Rowland seems to be considered unique in Connecticut for his downfall but he is not. A few decades ago U.S. Sen. Thomas J. Dodd, a Democrat, was even more corrupted by power -- taking bribes, converting campaign contributions to personal use, and evading income taxes while drinking himself into oblivion, leading to his censure by the Senate. But in his last two years in office, by selling his vote to the new national Republican administration of Richard Nixon, Dodd escaped criminal prosecution and now has a stadium named for him in Norwich and a research building and an annual prize named for him at the University of Connecticut.

Rowland, Dodd and others like them are only part of the oldest story in politics, as Shakespeare had Richard II explain:

... for within the hollow crown

That rounds the mortal temples of a king

Keeps Death his court, and there the antic sits,

Scoffing his state and grinning at his pomp,

Allowing him a breath, a little scene,

To monarchize, be fear'd and kill with looks,

Infusing him with self and vain conceit,

As if this flesh which walls about our life

Were brass impregnable, and humour'd thus

Comes at the last and with a little pin

Bores through his castle wall, and farewell, King!

-----

Chris Powell is managing editor of the Journal Inquirer, in Manchester, Conn.

Read More
Commentary Robert Whitcomb Commentary Robert Whitcomb

Community networks for transforming health care

  Video: Marc Pierson, M.D., a senior adviser at Cambridge Management Group West, sets forth a practical program for creating networks of community health workers to help transform American healthcare.

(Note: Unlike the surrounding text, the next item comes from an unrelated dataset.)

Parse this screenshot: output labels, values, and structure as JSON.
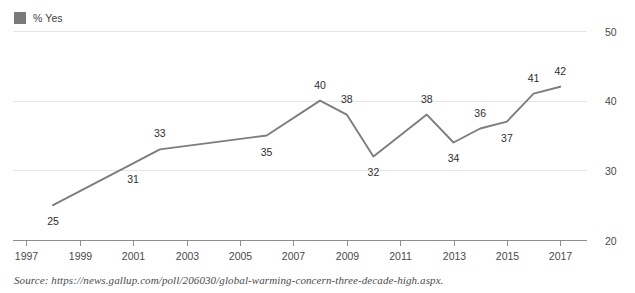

Dr. Pierson, a former emergency department physician and hospital executive, has a national reputation for innovation aimed at improving care while reducing per-patient costs. He discusses how real healthcare reform must encompass far more than just the medical sector.

 

--- Robert Whitcomb (a colleague of Dr. Pierson)

Read More
art Robert Whitcomb art Robert Whitcomb

Fete's New Orleans feeling

  fete

 

This shows some of the extraordinary aesthetics  within the gorgeous Fete Music complex, in Providence's Olneyville section.